My primary RE and I follow each other on Twitter and our blogs. I don’t associate my name with either, but if she’s paying attention, she knows exactly who I am, since I share the details of my appointments.

12 Laurel Regan { 01.09.14 at 5:04 pm }

Now that I’ve “outed” myself by using my real name instead of a pseudonym on my blog, I suppose it’s possible that anyone I know could find me. It’s a little creepy, so I try not to think about it. 😉

13 Anat { 01.09.14 at 8:48 pm }

I’m a writer for Sex and the City!

14 Aerotropolitan Comitissa { 01.10.14 at 9:49 am }

I’ve never googled a client. Although I’ve had a couple request to add me on Facebook. Which is one more reason I don’t put very much on Facebook. On the other hand, one of them did tag me in a news article warning about weather conditions and water sports and safety so that was sweet, and may have saved one of our family members from drowning, so I guess in that sense it can be good.

Seriously, though – the entire world is like some tiny island village where everyone knows everyone else’s business now. We’ll have to go back to being upright citizens again, or something.

15 Aislinn { 01.10.14 at 10:38 am }

I’m torn about that question. While I’m not “in the closet” about my infertility (i.e. I post about PCOS and IF somewhat on my Facebook and my parents and in laws know what we’ve been dealing with,) I’d much rather know if some random high school acquaintance has been reading about my lady bits. I also wish sometimes that I had used an alias when I started my blog so that I could talk about friends and family members without them finding what I’ve written and getting hurt. I have suspicions that my father has found my blog, and I find myself censoring what I write due to that.

I’m fairly open with my doctors, so I wouldn’t be worried about them reading my thoughts on them.

16 kateanon { 01.10.14 at 12:44 pm }

Just another reason I’m glad I’m fairly anonymous.

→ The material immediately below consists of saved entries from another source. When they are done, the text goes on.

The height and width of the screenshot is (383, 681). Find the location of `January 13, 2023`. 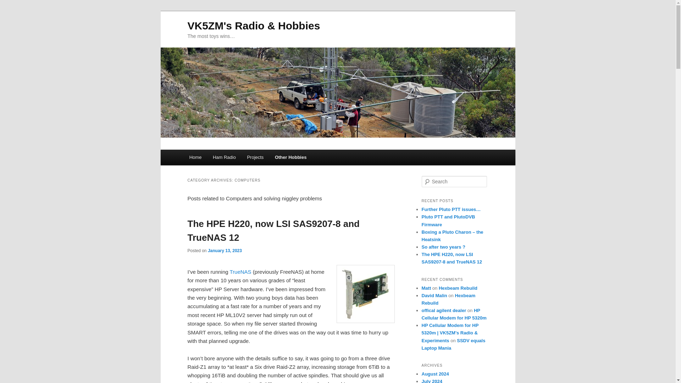

January 13, 2023 is located at coordinates (224, 250).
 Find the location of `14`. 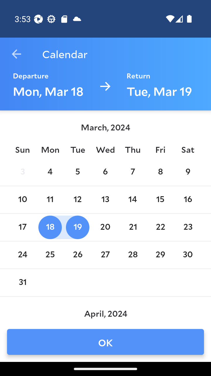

17 loribeth { 01.10.14 at 1:41 pm }

I don’t think I’d care if my dr read my blog… if I he was my infertility dr (& I was still in treatment) it might help him understand me & my needs better. I don’t like the idea of my family & friends being able to read my blog, though, and I had to pull my blog offline for awhile about two years ago because a distant cousin stumbled onto it & posted a link to a post I’d written about my grandparents on a family Facebook forum (!). It was a sheer fluke that she found it — I was careful not to use names, etc. — but she Googled an obscure reference that I included in both the post and on the Facebook group — and up popped my blog. Oops. :p As one of the forum admins, I deleted her post before too many people got to see it (and PMd her why), and changed some of the details in my blog post in case someone else did the same thing. I left everything offline until I thought (hoped?) it might have blown over and then resurrected my blog.

In retrospect, it wasn’t the end of the world, but it’s not something I’d care to repeat.

18 Lori Lavender Luz { 01.11.14 at 10:27 pm }

I bet Melyssa Ford’s doctor is disappointed when she shows up and isn’t you in a Batman t-shirt.

I feel like almost no one IRL reads my blog (whom I didn’t find by blogging in the first place). I would love it to know that someone read my blog, and I would prefer to know who’s reading.

I can’t imagine, though, my doctor taking the time to google me. I’d be honored if she did.

19 {sue} { 01.13.14 at 4:27 pm }

I’m almost sure that someone at one of my daughter’s doctor’s offices was reading, just based on Sitemeter. It forced me to reign in my sarcasm a little.

20 Mali { 01.13.14 at 5:04 pm }

I cannot imagine that anyone at my doctor’s office would read my blog. For one, I write under a pseudonym. (Though they are easily found if searching my real name. Doh!) If they want to spend their day that way, I don’t care.